Because much of my practice focuses on helping companies and HRO providers improve the outsourcing relationship for cost, quality and service levels, in my job I see many broken HRO relationships. It’s the nature of the business. So it comes as no surprise to see the article published online at Workforce.com yesterday: ACS, Delta Change Terms of $120 Million HRO Agreement.
In addition to eliminating recruiting, absence management and employee travel call center support, ACS will have to make two separate cash payment to Delta totaling $7.7 million “in settlement of certain disputes regarding Affiliated’s performance of the services.”
Invariably, many of the service related problems experienced by the top tier providers track back to problems with initial setup, implementation, governance structure, misalignment of expectations or ambiguity of responsibility in the retained organization. I’ve seen the problems and helped fix them.
Today, I’d like to put the call out to hear from practitioners out there who have seen it done right from the beginning. Either e-mail me your experience, or post it here.
We see so much advice provided on Blogs and in industry publications on how to implement correctly, it begs the questions “is it ever done just right”, and “out of all the advice given, is there one or a set common success factors observable in real life experience.”
I’d love to highlight true success in this space. The fact is it’s much easier to talk about the HRO failures being experienced. Yes, we learn from failure, but let’s learn from success also.
I hope to hear from you!
About the author – Donald Glade is President and Founder of Sourcing Analytics, Inc., an independent consulting firm specializing in helping companies optimize their HR / benefits / payroll service partnerships through relationship management, financial analysis, and process improvement.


**Exercise requirements**
Exactly as given, write out the lines from the one containing "frame van in a box." through the end of the listing, with both ends included and nothing else.

--- Source data Enclosed Below ---

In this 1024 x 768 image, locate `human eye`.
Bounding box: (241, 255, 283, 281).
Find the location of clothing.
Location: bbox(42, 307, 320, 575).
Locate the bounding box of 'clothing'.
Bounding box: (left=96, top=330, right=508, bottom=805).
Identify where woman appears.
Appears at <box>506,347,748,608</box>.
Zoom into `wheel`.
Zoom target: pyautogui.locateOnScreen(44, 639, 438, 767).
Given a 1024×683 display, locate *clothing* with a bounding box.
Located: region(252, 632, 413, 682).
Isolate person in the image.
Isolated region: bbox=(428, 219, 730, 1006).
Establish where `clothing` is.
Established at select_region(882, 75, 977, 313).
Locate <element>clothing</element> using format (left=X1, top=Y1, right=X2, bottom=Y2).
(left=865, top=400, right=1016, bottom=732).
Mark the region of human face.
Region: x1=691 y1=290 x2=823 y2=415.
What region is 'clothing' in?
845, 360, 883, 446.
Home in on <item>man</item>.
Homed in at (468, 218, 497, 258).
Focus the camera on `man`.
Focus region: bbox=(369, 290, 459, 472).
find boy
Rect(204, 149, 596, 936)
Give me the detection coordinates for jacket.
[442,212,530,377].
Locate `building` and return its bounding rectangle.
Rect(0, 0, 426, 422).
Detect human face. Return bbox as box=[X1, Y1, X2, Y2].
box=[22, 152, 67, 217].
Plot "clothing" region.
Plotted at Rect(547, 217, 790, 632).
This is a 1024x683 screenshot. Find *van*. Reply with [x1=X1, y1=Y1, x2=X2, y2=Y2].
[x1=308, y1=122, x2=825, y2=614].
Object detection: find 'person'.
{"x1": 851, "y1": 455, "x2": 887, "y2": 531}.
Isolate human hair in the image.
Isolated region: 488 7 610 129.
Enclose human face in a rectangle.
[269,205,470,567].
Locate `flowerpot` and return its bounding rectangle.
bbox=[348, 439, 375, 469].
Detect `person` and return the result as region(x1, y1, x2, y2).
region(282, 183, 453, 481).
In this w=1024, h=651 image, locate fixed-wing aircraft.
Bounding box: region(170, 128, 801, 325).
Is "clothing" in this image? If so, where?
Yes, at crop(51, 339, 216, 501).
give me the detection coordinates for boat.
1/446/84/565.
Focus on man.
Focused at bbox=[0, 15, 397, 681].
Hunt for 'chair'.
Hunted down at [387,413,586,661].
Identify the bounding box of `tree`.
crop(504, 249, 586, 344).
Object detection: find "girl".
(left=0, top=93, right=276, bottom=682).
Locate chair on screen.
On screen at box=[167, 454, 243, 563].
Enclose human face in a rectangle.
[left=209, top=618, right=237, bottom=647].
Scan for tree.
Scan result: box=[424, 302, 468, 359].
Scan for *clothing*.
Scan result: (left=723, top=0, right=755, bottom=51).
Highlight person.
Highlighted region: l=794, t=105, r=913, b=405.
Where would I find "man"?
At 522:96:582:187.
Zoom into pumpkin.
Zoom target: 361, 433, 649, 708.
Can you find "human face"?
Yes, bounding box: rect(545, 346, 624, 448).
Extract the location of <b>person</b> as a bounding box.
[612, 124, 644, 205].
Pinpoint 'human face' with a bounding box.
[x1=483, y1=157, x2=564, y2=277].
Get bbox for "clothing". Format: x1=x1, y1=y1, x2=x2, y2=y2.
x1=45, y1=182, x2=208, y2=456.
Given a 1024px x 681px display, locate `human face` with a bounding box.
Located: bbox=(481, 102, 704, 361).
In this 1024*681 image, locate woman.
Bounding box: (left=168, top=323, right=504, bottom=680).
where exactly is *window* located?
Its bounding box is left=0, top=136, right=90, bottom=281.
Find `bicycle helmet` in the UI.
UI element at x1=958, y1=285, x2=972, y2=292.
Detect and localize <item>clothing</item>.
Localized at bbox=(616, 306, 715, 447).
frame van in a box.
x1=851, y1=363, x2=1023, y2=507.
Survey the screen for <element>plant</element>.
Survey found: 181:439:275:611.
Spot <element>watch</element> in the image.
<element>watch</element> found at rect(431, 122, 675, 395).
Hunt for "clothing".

--- End of Enclosed Source data ---

**Your solution**
frame van in a box.
x1=851, y1=363, x2=1023, y2=507.
Survey the screen for <element>plant</element>.
Survey found: 181:439:275:611.
Spot <element>watch</element> in the image.
<element>watch</element> found at rect(431, 122, 675, 395).
Hunt for "clothing".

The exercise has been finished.